The Plagiarism Goes On

A while ago I wrote how an unscrupulous revenue assurance consultant called Gideon Ikwe infringed the copyright of others by creating a slide pack he called ‘Telecom Revenue Assurance 101’. Put simply, he copied work created by others, and pretended it was his. He even had the cheek to put his own copyright notice on the content he had stolen! Eventually LinkedIn removed the infringing pack from their SlideShare service but not before it had been seen over 10,000 times. Was that the end of the story? Unfortunately not, because LinkedIn have since reinstated the copyright-infringing pack on their SlideShare service!

Copyright violations are more common than some people care to admit. The internet makes it easy to abuse other people’s property and hard to police the unlawful activity that occurs. Many so-called professionals show an extraordinary disregard for intellectual property law, even when the revenues of their businesses depend on those same laws being respected. Big movie studios and pop stars can employ minions to protect their rights, but most of us are not well served by the way the law is enforced. Businesses like LinkedIn have an economic interest in permitting copyright to be violated: they call their service SlideShare not Slide-Not-Shared-Because-We-Actually-Checked-Who-Owned-It.
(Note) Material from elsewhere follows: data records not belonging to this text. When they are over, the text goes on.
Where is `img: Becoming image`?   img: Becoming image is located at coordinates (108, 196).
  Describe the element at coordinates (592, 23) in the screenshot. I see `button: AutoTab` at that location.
The only way we can turn revenue assurance into a genuine profession is to police our own community. Nobody else is going to help us to build a worthwhile repository of knowledge whilst defending it from being ransacked by cheap lazy greedy exploitative scumbags such as Gideon Ikwe. LinkedIn is not going to take care of us. The police get upset about Kodi boxes and the copyright of Hollywood movies but not much else. Even international collaborative telecoms bodies like the TM Forum take an unreliable stance on copyright; they will protect their own revenues, but have turned a blind eye to violations when it suited them. Either we behave like professionals, and police each other, or we accept that our use of the word ‘professional’ cannot be applied to our ramshackle, lawless community.

Over the years I have heard plenty of empty talk about morality from people who are deeply concerned with small details but refuse to look at a bigger picture of repeated theft and corruption. We need a body like the Risk & Assurance Group to help everyone identify and remember good behavior, and to distinguish it from the bad. Without this kind of discrimination, the honest professionals will never gain an advantage over the cheats that exploit them. Ending plagiarism and other kinds of abuse will not be easy. But it can be done. The only question is whether we have the collective will to do it.

Eric Priezkalns
Eric Priezkalnshttp://revenueprotect.com

Eric is the Editor of Commsrisk. Look here for more about the history of Commsrisk and the role played by Eric.

Eric is also the Chief Executive of the Risk & Assurance Group (RAG), an association of professionals working in risk management and business assurance for communications providers. RAG was founded in 2003 and Eric was appointed CEO in 2016.

Previously Eric was Director of Risk Management for Qatar Telecom and he has worked with Cable & Wireless, T‑Mobile, Sky, Worldcom and other telcos. He was lead author of Revenue Assurance: Expert Opinions for Communications Providers, published by CRC Press.